UNSUPERVISED JOINT PART-OF-SPEECH TAGGING AND STEMMING FOR AGGLUTINATIVE LANGUAGES
Özet
Part of Speech (PoS) tagging is the task of assigning each word an appropriate part of speech tag in a given sentence regarding its syntactic role such as verb, noun, adjective etc. Various approaches have already been proposed for this task. However, the number of word forms in morphologically rich and productive agglutinative languages is theoretically infinite. This variety in word forms causes sparsity problem in the tagging task for agglutinative languages. In this thesis, we aim to deal with this problem in agglutinative languages by performing PoS tagging and stemming simultaneously. Stemming is the process of finding the stem of a word by removing its suffixes. Joint PoS tagging and stemming reduces sparsity by using stems and suffixes instead of words. Furthermore, we incorporate semantic features to capture similarity between stems and their derived forms by using neural word embeddings.
In this thesis, we present a fully unsupervised Bayesian model using Hidden Markov Model (HMM) for joint PoS tagging and stemming for agglutinative languages. The results indicate that using stems and suffixes rather than full words outperforms a simple word-based Bayesian HMM model for especially agglutinative languages. Combining semantic features yields a significant improvement in stemming.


→ Problem to solve:
The lines to copy are those in the records below that hold the word "triangle".

[Opening Provided information section]

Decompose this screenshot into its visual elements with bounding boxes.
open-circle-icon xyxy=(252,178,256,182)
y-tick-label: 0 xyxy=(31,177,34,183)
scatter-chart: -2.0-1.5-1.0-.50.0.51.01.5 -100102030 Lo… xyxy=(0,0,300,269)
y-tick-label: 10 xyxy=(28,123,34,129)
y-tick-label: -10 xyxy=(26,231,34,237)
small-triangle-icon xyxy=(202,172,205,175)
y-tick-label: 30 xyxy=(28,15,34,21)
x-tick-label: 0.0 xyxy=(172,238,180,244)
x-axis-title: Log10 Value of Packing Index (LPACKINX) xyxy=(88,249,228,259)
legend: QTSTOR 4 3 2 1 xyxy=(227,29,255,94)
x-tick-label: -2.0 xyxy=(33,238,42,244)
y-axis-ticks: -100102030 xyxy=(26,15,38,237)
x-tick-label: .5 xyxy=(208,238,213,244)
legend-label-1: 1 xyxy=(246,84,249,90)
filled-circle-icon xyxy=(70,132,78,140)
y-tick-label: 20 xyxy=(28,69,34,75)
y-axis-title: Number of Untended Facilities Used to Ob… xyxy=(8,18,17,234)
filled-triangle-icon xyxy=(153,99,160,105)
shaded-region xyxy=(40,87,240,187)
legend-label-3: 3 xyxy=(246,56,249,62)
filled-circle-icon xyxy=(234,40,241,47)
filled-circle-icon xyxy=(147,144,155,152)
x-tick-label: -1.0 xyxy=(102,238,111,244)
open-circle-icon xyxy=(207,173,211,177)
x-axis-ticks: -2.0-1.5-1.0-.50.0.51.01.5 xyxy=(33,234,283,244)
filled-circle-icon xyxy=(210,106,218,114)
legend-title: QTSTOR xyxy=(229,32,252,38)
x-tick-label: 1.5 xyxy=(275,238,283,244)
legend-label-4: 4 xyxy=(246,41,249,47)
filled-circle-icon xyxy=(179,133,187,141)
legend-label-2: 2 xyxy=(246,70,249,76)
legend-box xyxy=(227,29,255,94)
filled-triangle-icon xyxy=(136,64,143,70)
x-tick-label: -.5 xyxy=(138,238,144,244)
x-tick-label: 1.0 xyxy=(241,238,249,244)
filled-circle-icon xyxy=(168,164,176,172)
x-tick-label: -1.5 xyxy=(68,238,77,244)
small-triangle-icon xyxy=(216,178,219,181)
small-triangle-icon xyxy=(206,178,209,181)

[Closing Provided information section]

→ Exercise answer:
small-triangle-icon xyxy=(202,172,205,175)
filled-triangle-icon xyxy=(153,99,160,105)
filled-triangle-icon xyxy=(136,64,143,70)
small-triangle-icon xyxy=(216,178,219,181)
small-triangle-icon xyxy=(206,178,209,181)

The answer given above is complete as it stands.